Algorithms for a minmax resource allocation problem
43
3. Summary
The resource allocation problem with the discrete scenario uncertainty representation has been discussed. The minmax criterion was adopted to choose an optimum
solution. We described three algorithms: one exact, a K-approximation and a randomized O(ln K) – approximation and compared their performance by performing some
computational tests.

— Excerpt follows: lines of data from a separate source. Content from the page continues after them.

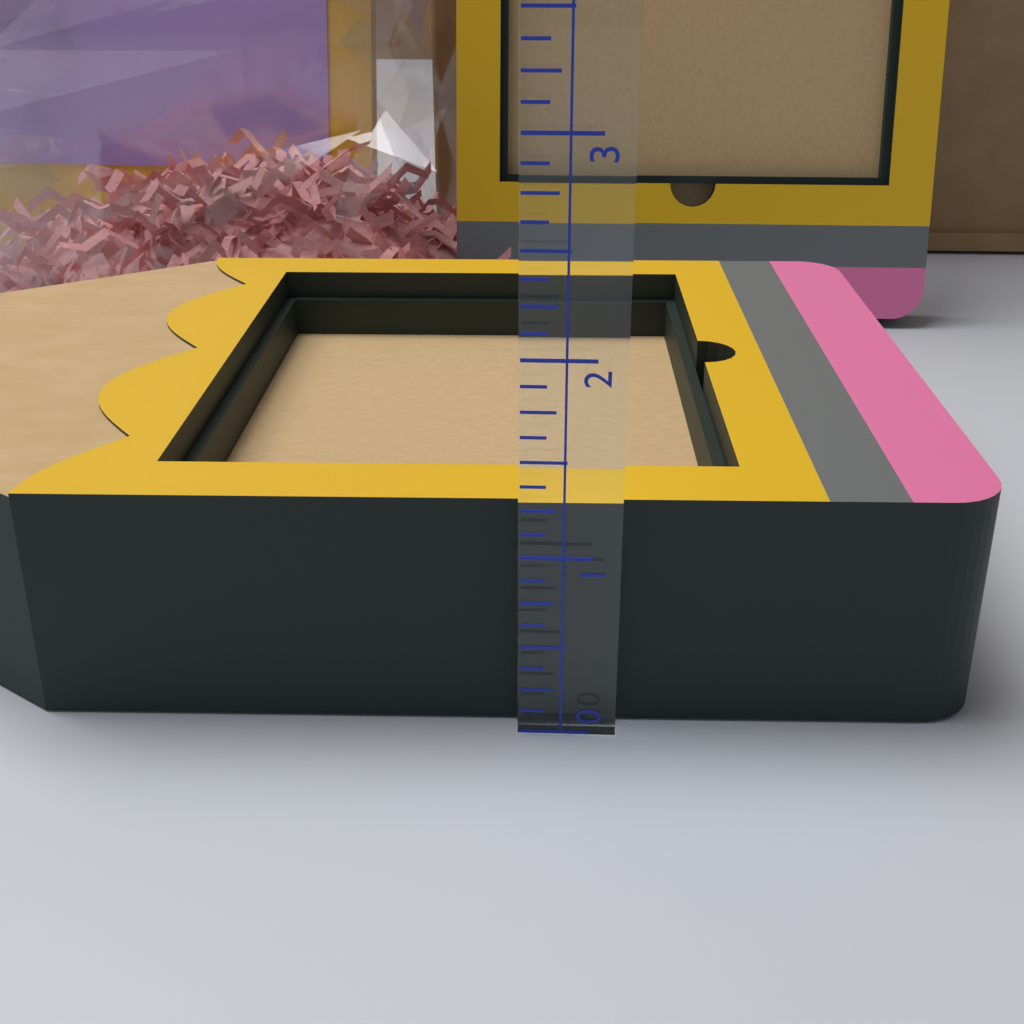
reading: 1.250 (no unit)
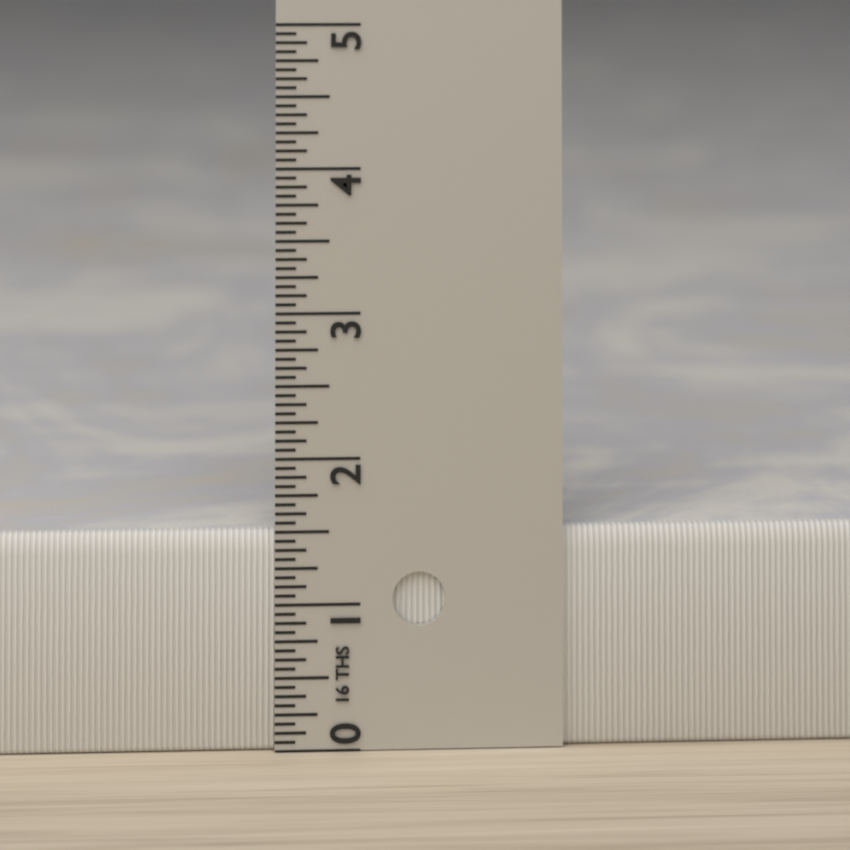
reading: 1.5000 in
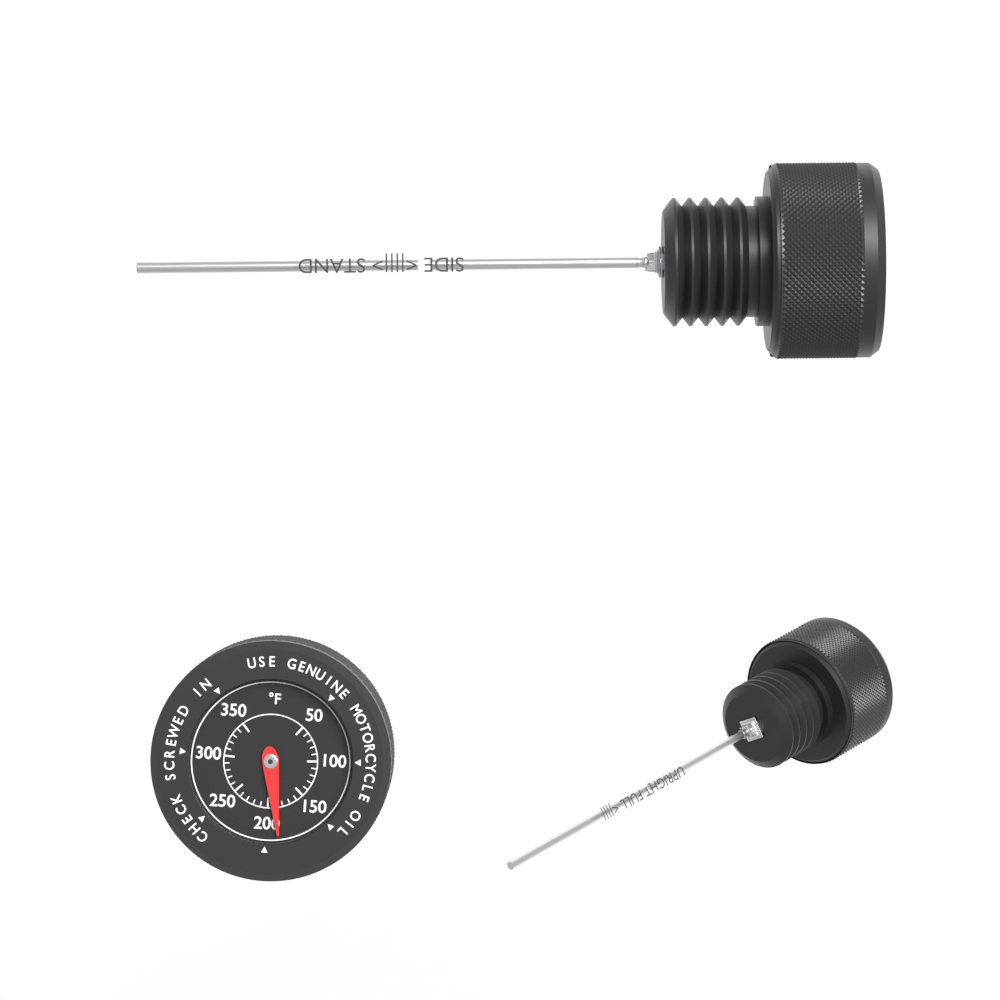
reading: 190 °F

The exact algorithm, based on the mixed integer programming
formulation, seems to be inefficient for problems with more than 400 items and 6 scenarios. The randomized algorithms described are fast and output solutions of good
quality. Thus, they are attractive if the size of the problem is large.